In defense of 15-year-olds shooting M-16s
More and more frequently, I am confronted with alarming examples of the growing chasm between Israeli Jews and American Jews. Sometimes it is the Israeli misperception of American Jewish life that rankles me. On other occasions, I am dumbfounded by the lack of understanding of Israeli realities and sensibilities on the part of American Jews.
I would put an opinion piece by Joshua Bloom, director of Israel Programs for Rabbis for Human Rights North America published recently in the Huffington Post into the latter category. In his article, Blum criticizes Gadna experiences for North American teens visiting Israel. Gadna (an acronym for g’dudei noar ivri) is the Israel Defense Forces pre-military program for pre-army age teens. Gadna is staffed by IDF soldiers, and a minimum weeklong Gadna stint has, in recent years, become a typical component (sometimes optional, sometimes mandatory) of many youth group Israel adventures.

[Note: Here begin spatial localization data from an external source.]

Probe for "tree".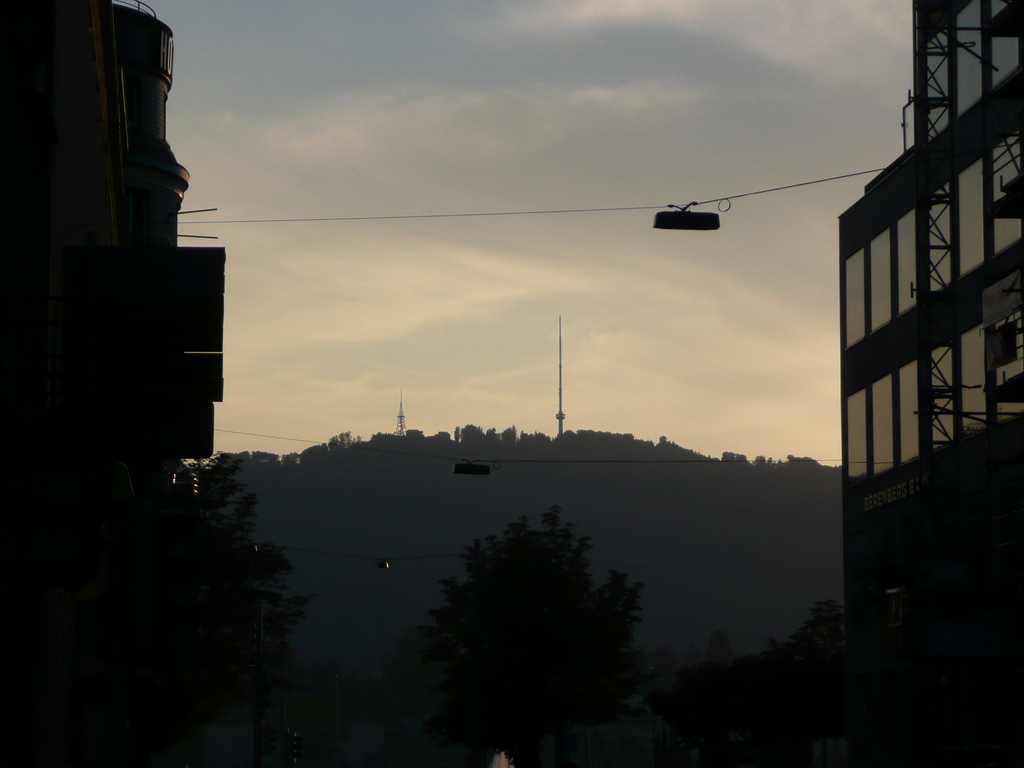
Probe result: left=424, top=508, right=655, bottom=767.
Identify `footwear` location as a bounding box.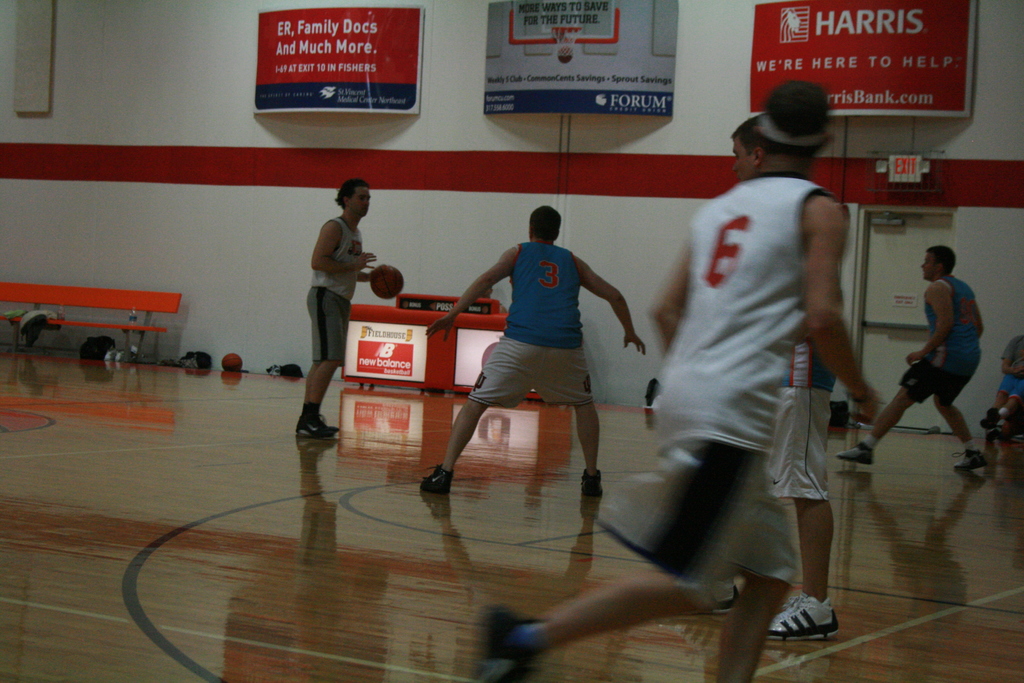
836,445,877,464.
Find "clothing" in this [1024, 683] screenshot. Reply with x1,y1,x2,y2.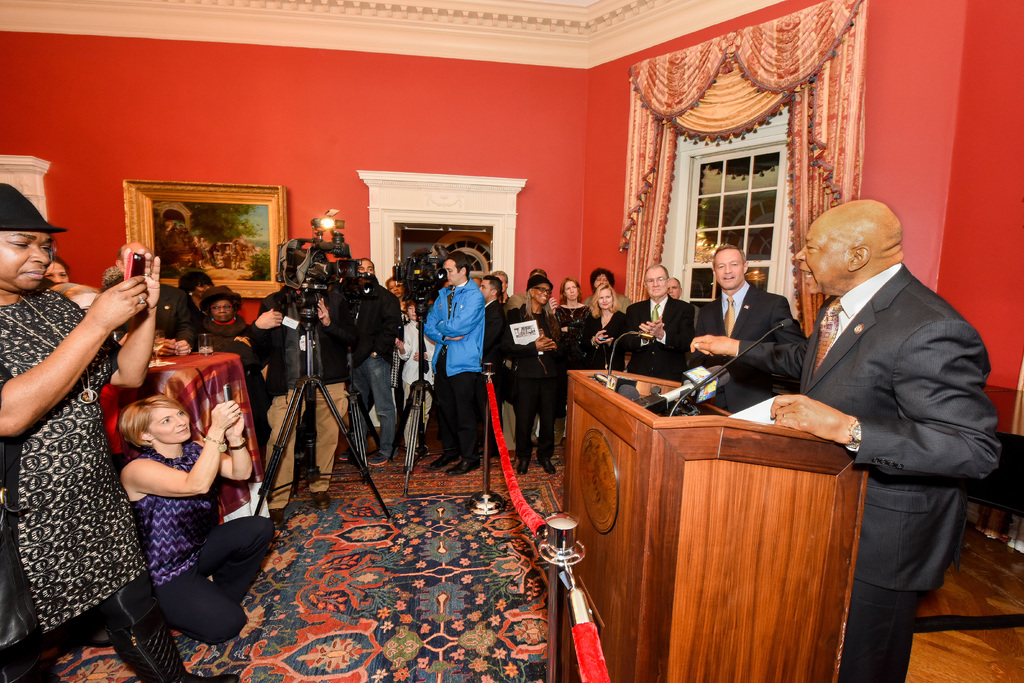
738,261,999,682.
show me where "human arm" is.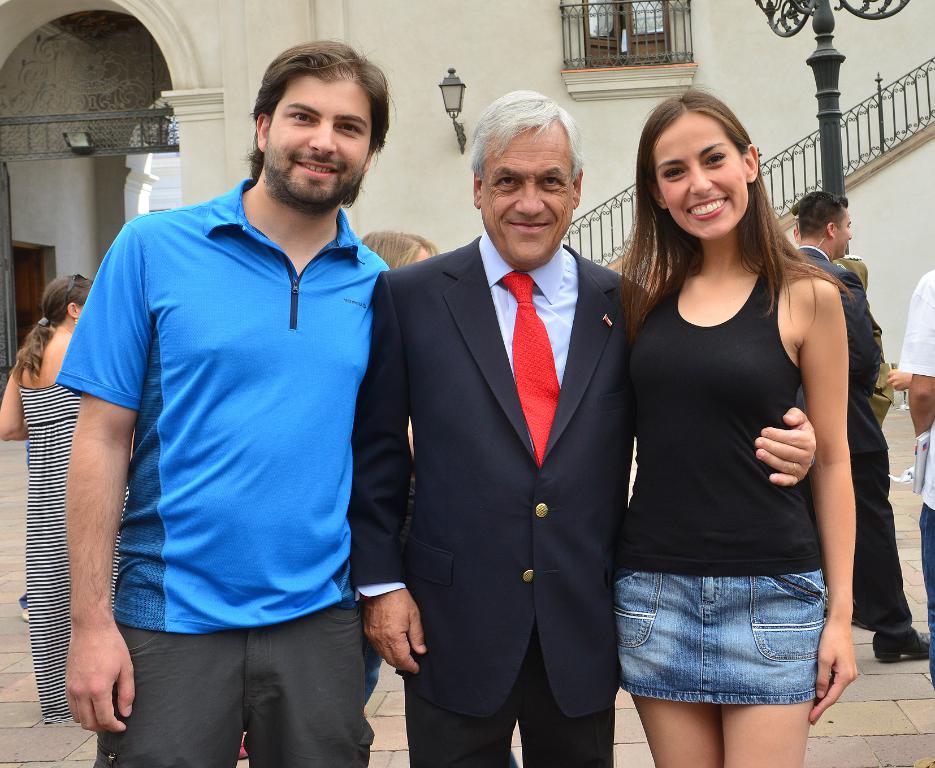
"human arm" is at detection(879, 348, 915, 399).
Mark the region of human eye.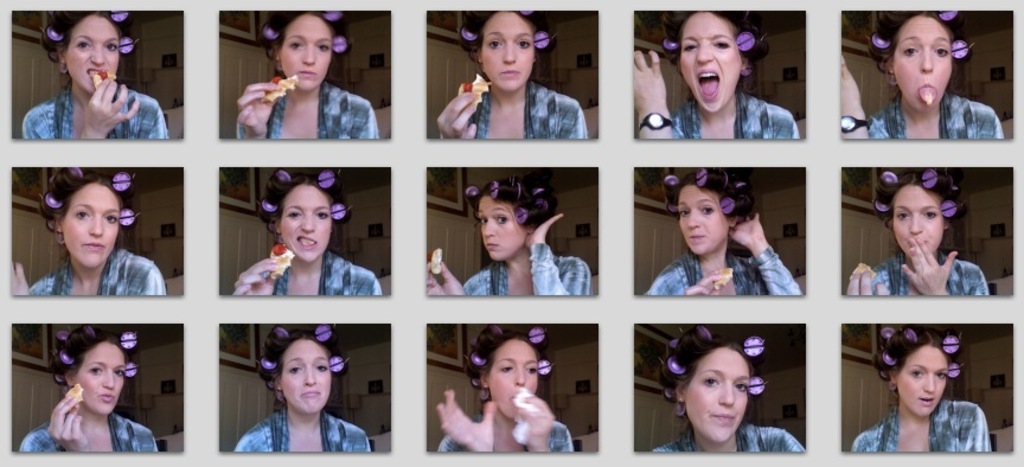
Region: [699, 201, 715, 217].
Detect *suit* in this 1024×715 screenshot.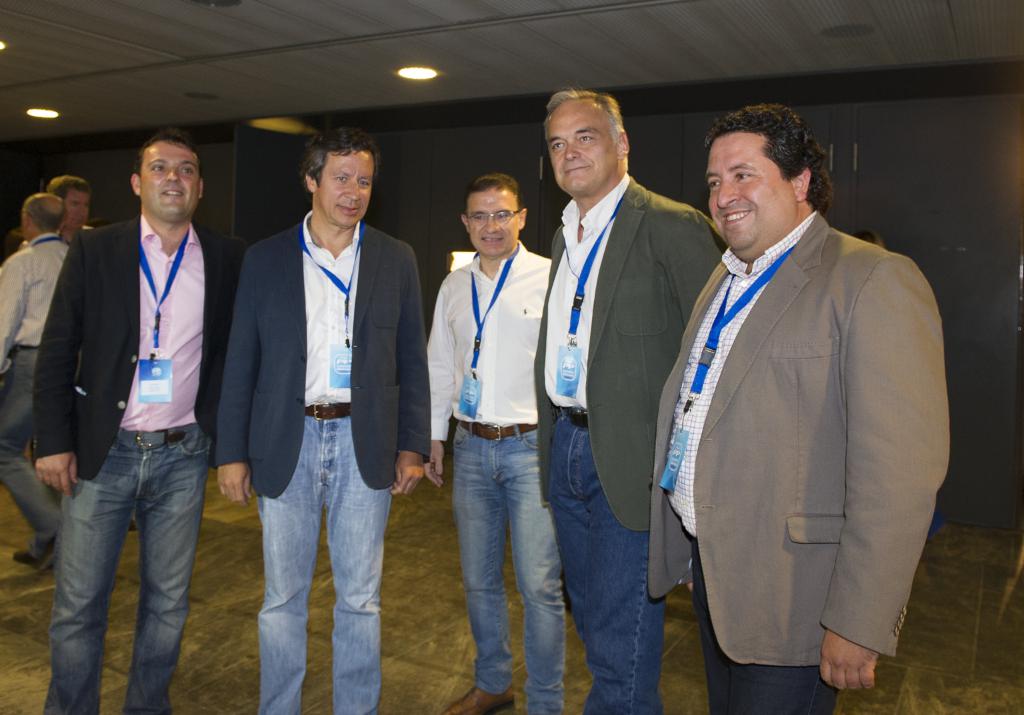
Detection: (27, 219, 249, 482).
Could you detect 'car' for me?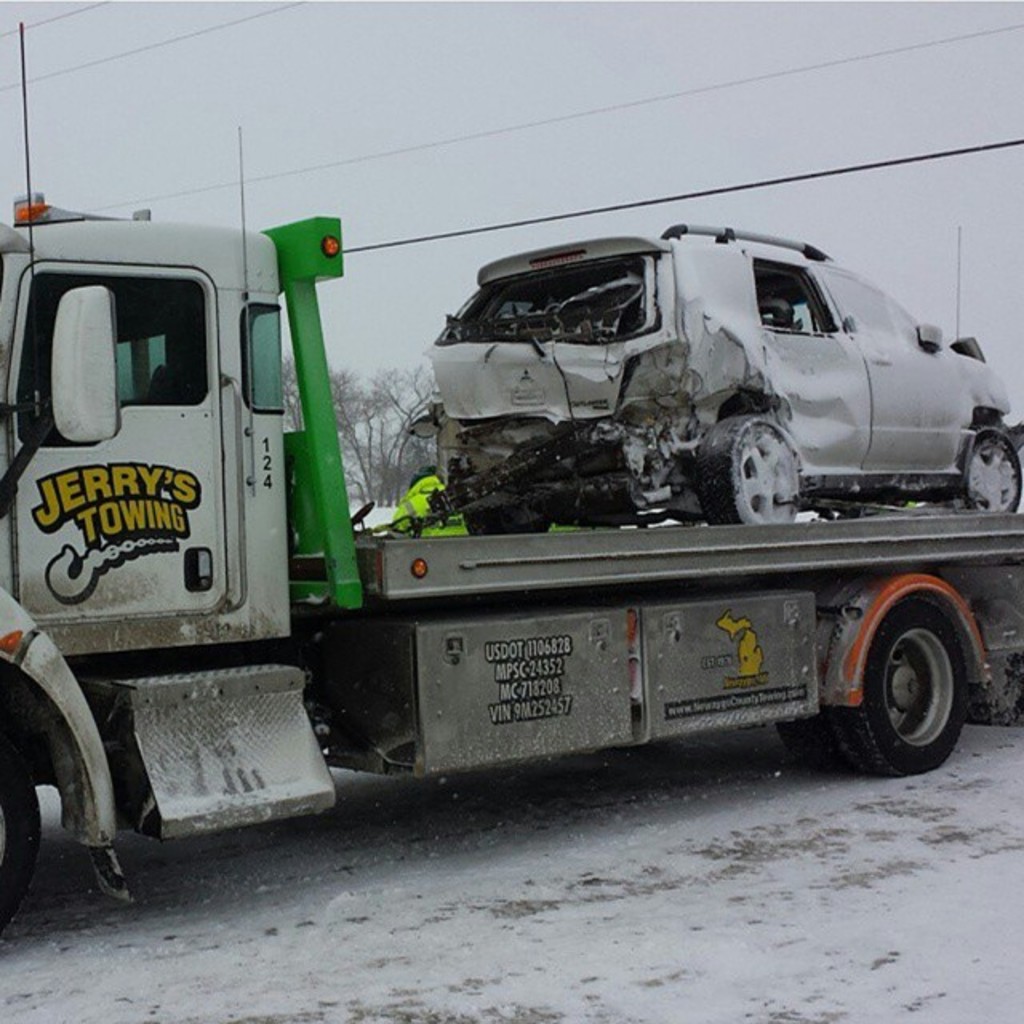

Bloom seems to think that there is no justifiable reason for a week of Gadna on these trips. For him, American Jewish youth learning about life in the army, visiting different kinds of military bases, engaging in physical challenges, learning orienteering and survival skills, getting briefed on IDF history and training to shoot a weapon amount to “the promotion of violent institutions.”
I beg to differ. I personally did Gadna for three summers in a row when I was a teenager back in the mid 1980s, well before it was a common thing to do. And I didn’t just do one-week stints — I toughed it out for six weeks at a time. Those 18 weeks were probably the most formative ones of my life. Looking back nearly 30 years later, I can say unequivocally that I emerged from those summers not only more physically fit, but also a different, more aware person. And let me assure you, I did not turn out to be a promoter of violent institutions.
I gained a clearer understanding of the importance of the IDF. By getting to know the army through Gadna, I developed a deep respect and admiration for it as an institution. At that same time, I managed not to get brainwashed in the way Blum seems to fear, in that, while I support the IDF, I can still take peaceful stands and take issue with certain questionable military policies or deplorable acts by individual soldiers.
Equally important, Gadna gave me insights into Israeli society that I would never have gained otherwise. Being 24/7 with Israeli teens — both as my fellow chanichim (course participants) and as my madrichim (soldier counselors) — gave me a better idea of what it is like to grow up Israeli (which includes knowing that you will one day have to serve in the army) than could any other experience. Not to mention that having orders barked at me at 5 in the morning really improved my Hebrew language abilities.
I learned about the Israeli (Jewish) society and psyche not from lectures, but by spending time with my fellow Gadna-niks. I observed how Aviva, a tough and proud officer and the only girl in a large, poor Moroccan immigrant family living in Dimona, approached her army service as a ticket out of the working class. I got to know Eitan, who was assigned to the noncombat Gadna corps for his military service because he was an only child, his father having died in the Six Day War while Eitan’s mother was pregnant. I became best buddies with Rachel, a slightly wacky firebrand. She taught me the fine points of relieving oneself in the field, and I saved her more than once from getting dangerously lost in the desert by reading topographical maps for her. We are still close today.
Finally, Blum suggests that “putting M-16s in the hands of 15-year-olds, glorifying violence, and playing war games minimizes the real consequences and suffering associated with combat.” I can tell you from firsthand experience that nothing will teach you to have a true appreciation for the destruction that can be done with an M-16 better than being made to handle one. I had to practice performing safety checks on my gun so many times that I could probably still do one in my sleep.
Feeling the painful kickback as you shoot a real semiautomatic weapon is nothing like pressing a button on a video game controller. Seeing your bullet rip through a practice target is a real wakeup call you can’t get from playing “Call of Duty,” which I would argue is far more of a glorifier of violence.
I agree with Bloom that we should expose our youth to “Israel’s heroic peacemakers and pursuers of justice,” and that we could be doing a better job of encouraging critical thinking and explaining the difficult moral complexities of war. I just think that Gadna can and should be an essential piece of that effort.
(Renee Ghert-Zand is a regular contributor to The Forward, which previously published this column.)